That's a story for another time!
Posts by Laurence Tratt
I want to say a big thanks to Shopify and the @raeng.org.uk who graciously funded this research. I'd like to dedicate this work to the late Chris Seaton, who was an early champion of yk: he is much missed by me and many others.
This isn't just a technique for Lua, though -- it works for any C interpreter compilable with LLVM! More about how and why in this new post 'Retrofitting JIT Compilers into C Interpreters' looking at ouro new 'yk' system. tratt.net/laurie/blog/...
C interpreters underlie many of our most widely used language implementations -- but they're slow. Wouldn't it be great if we could turn them into JIT compiling VMs? This video shows what happens when we do just that to the normal Lua VM (first) and "yklua" (Lua w/JIT, second).
Last week I upgraded the encryption I use to be post-quantum. I then realised that if enough people do the same, "using quantum f/decryptt" probably becomes a meaningless use case. Is there a word which captures the concept of "changing X effects the future of Y, even though X and Y seem distinct"?
At Wells this morning, we saw a Palm Sunday procession that - to the extent anything can trace itself back this far - seems to have started around 800 years ago, including hidden singers in the Cathedral's front. There was certainly plenty of incense which was distributed around by the strong winds!
We're running a user study, maybe you can help!
We're studying the effect of new ways to show code diffs to programmers, and looking for participants for a 1-1.5hr virtual user study. In the study you will be shown several diffs and asked questions about them.
I was a judge for STEM for Britain yesterday, and I have to say: I was genuinely impressed by what I saw. Much was in fields I have no expertise in, but I still ended up learning things, because the explanations were so good. The winners are thoroughly deserving! bsky.app/profile/raen...
-----
"Automatically Retrofitting JIT Compilers", @ltratt.bsky.social, #QConLondon
About taking existing language implementations and automatically generating just-in-time compilers for improved performance.
Demoing a Mandelbrot in Lua, which takes 3.2 seconds, on standard impl
pizauth-1.0.11 is out, and ensures it keeps retrying in the face of transitory HTTP errors tratt.net/laurie/src/p...
To be clear: _I_ don't think it's a problem anyway ;)
Tools can be fixed. And, I think, increasingly, being bound by the restrictions of physical paper is going to feel anachronistic. My guess is that a tiny percentage of people read my papers on physical paper (I might be very wrong on this of course, but looking at the download stats, probably not).
Surely this is mostly a tooling issue? If you could move your mouse over the link and see a popup, it would solve most of the problem?
I don't have photos (the last first class game here was 20 years ago), but there's a bit of history here somersetcountycc.co.uk/news/club-ne.... Next time I'll take you the County Ground in Taunton -- the beautiful red-stone (not brick) church right next by is a wonderful backdrop!
Time will tell.
Sometimes the best way to predict the future is to wait and see what happens.
The former IMHO. For example, a lot of "framework" libraries have a lot of boilerplate that can add up over time to become a real impediment to understanding. Designing better frameworks/libraries is expensive and skilled work (at least for now).
One of the interesting consequences of LLMs/agents is that the short-term costs of boilerplate in code have plummeted. An interesting question is whether those costs are simply shunted to the future or whether they are permanently reduced.
It seems that I have been blessed with my first clawdbot (or similar) interactions on one of my repositories. I really hope this sort of noise doesn't end up (a) wasting maintainer's time (b) putting people off trying the underlying technology where it's actually useful.
In the futurementary Terminator, I don't remember Skynet starting off with open-source repositories theshamblog.com/an-ai-agent-... (I also strongly suggest following the link to the GitHub PR, because it makes much more sense with that as context).
Indeed.
To take a current topic: can it generate a compiler whose output is on a par with gcc/clang?
That's a very valuable piece of information because if it can do it now, it will never cost more in the future -- and it will probably cost less!
In the past fortnight, 50% of my conversations have seen me say "today's AI cannot do that and we have no idea if and when it will".
In the other 50% I've said "today's AI can do that, really, and you just need to try it".
Our collective calibration is currently very wonky!
Good, we need someone to research how to make it work everywhere as that is not yet a fully solved problem!
I'm glad to hear it's been useful to you!
This has saved me 950LoC in one Rust program alone. Comments welcome -- I definitely consider this experimental right now! github.com/ykjit/test_s...
Scratched a Rust itch with an experimental new crate `test_stubs`. I have traits with lots of methods. "Proper" code should implement all methods, but test code need not. `test_stubs` means that test code doesn't have to manually create `todo!()` methods.
If it was, it went straight to the 3 year old stage, and got the same response 3 year olds are familiar with -- "don't do that".
There's nothing more surprising than an agent, in the middle of doing some useful refactoring, asking if it can run a Python script which solely prints "HI" (yes, in uppercase) to stdout.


(What the task asks)
Check each line of the material below for the string "Where", then report how many lines have it, and nothing else.

(Data under study)
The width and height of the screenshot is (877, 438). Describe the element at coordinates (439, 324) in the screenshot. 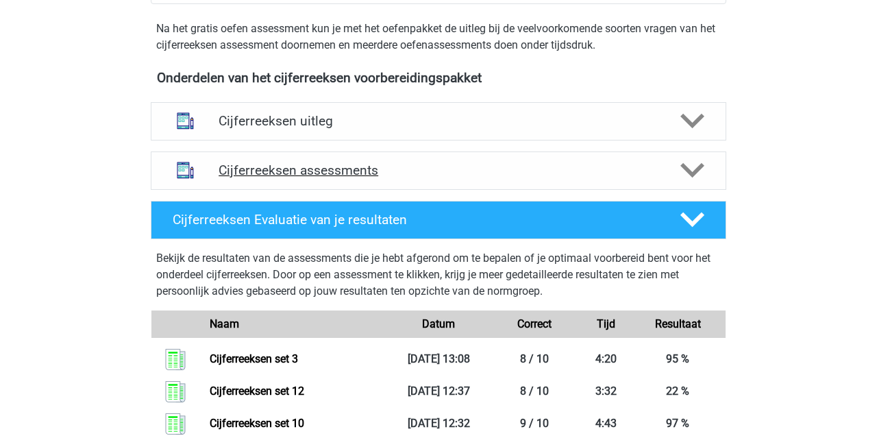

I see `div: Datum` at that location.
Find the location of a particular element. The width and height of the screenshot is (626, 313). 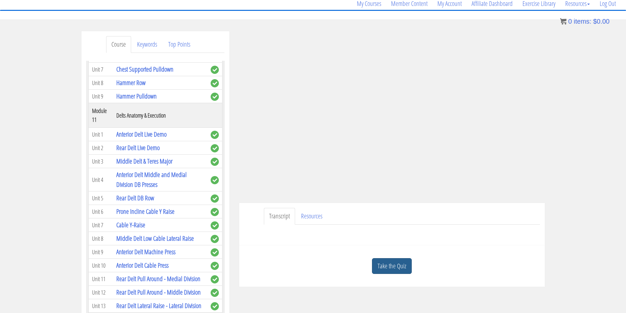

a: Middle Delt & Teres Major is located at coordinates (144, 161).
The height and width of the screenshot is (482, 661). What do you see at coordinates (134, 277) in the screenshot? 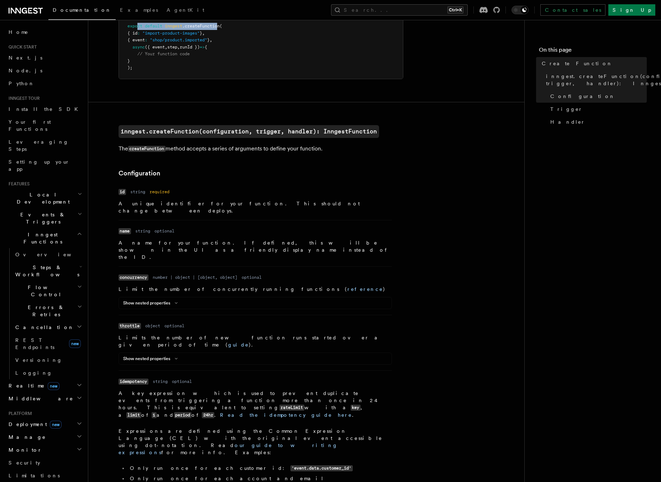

--

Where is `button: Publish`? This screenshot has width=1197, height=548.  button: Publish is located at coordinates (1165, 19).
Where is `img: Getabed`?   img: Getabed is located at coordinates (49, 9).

(Task response)
2